Turning to Peter W, it seems to me the appropriate basis for measuring the extent of tax-welfare churning is as a proportion of total government spending, for the debate is precisely about how much tax governments should take and how much benefits they should hand out. It therefore remains true to say that Australian government churning generates as much ‘middle class welfare’ (relative to total government budgets) as other western governments do.
More importantly, Peter accepts that his analysis excludes lifetime churning (tax taken today but handed back later rather than immediately), it excludes the value of services in kind (notably education and health, the first of which is known to favour the middle classes more than the poor) and it excludes indirect taxes (thereby massively underestimating the amount of tax paid by those on lower incomes who receive most of the targeted spending). These are three huge omissions. Analysis has been done (by Ann Harding and others) that includes all these things, and it reveals extensive tax-welfare churning in the Australian system (I reviewed some of this literature in my first churning paper published in April last year – http://www.cis.org.au/IssueAnalysis/ia57/IA57.pdf).
Peter rightly says that including all these things would still show Australian churning as lower than in most of Europe, but so what? The task as I see it is to refashion the twentieth century welfare state to take account of the growth of affluence over the last 50 years. The European welfare states are the last place to look for ideas on how to do this.
In his SPRC paper, Peter rightly says that there are major practical difficulties in significantly reducing churning. I agree with this – but it doesn’t mean we shouldn’t try. I believe, for example, that there is a lot of scope in developing personal accounts to replace mass dependency on government provision, but the models here are found in places like Chile and Singapore, not in Europe.
My argument has always been that large numbers of Australians could afford to insure themselves, or save, to cover many of the risks that 2 or 3 generations earlier they could not have afforded to cover, but the high taxes they have to pay to fund the state system of provision precludes many of them from doing this. Superannuation is the obvious example of the viability of enhanced self-reliance – most of us can now save and invest for our retirement in a way that would not have been possible 50 or 100 years ago. What is true of retirement is true too of other key areas like health and income insurance.
A move in this direction may or may not prove more efficient (I think it would but others may disagree).

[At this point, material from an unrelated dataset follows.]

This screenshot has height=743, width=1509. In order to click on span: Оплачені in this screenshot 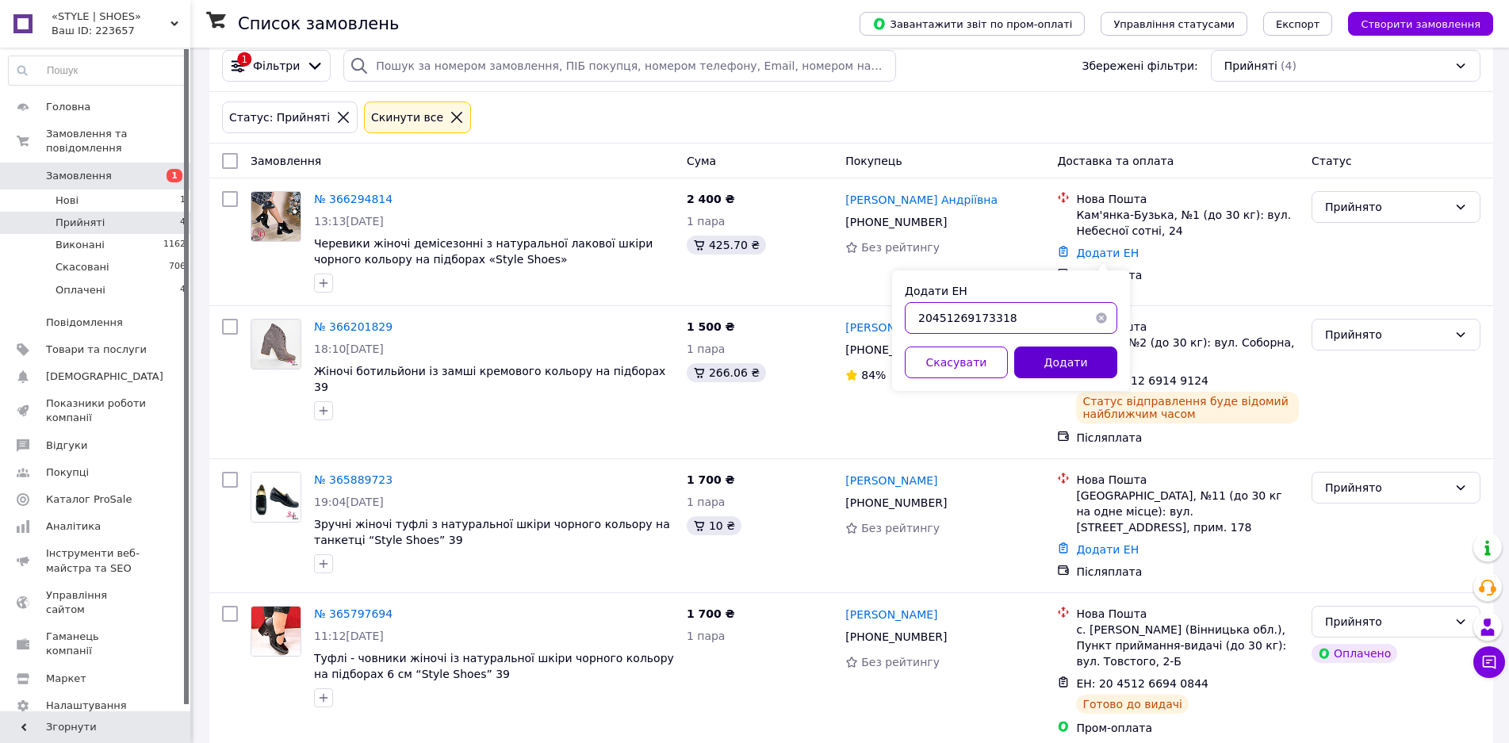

But it would certainly be more liberating.

backroom girl
backroom girl
17 years ago

If I could just add a few cents worth to this argument (sorry, discussion). The issue about how to treat Family Tax Benefit is key. Conceptually, Family Tax Benefit is part of the tax system, not the social security system (that’s why it’s called family tax benefit, not family benefit). It’s just that in Australia, unlike some other countries, we recognise that such a benefit is more useful to many people as a fortnightly payment than only at the end of the year, so we give people the option to claim it fortnightly as if it was a social security payment But anyone who wants to reduce their level of tax/social security churning can always wait until the end of the year and claim their FTB then. The fact that so few people do this may illustrate just how important FTB recipients think churning is.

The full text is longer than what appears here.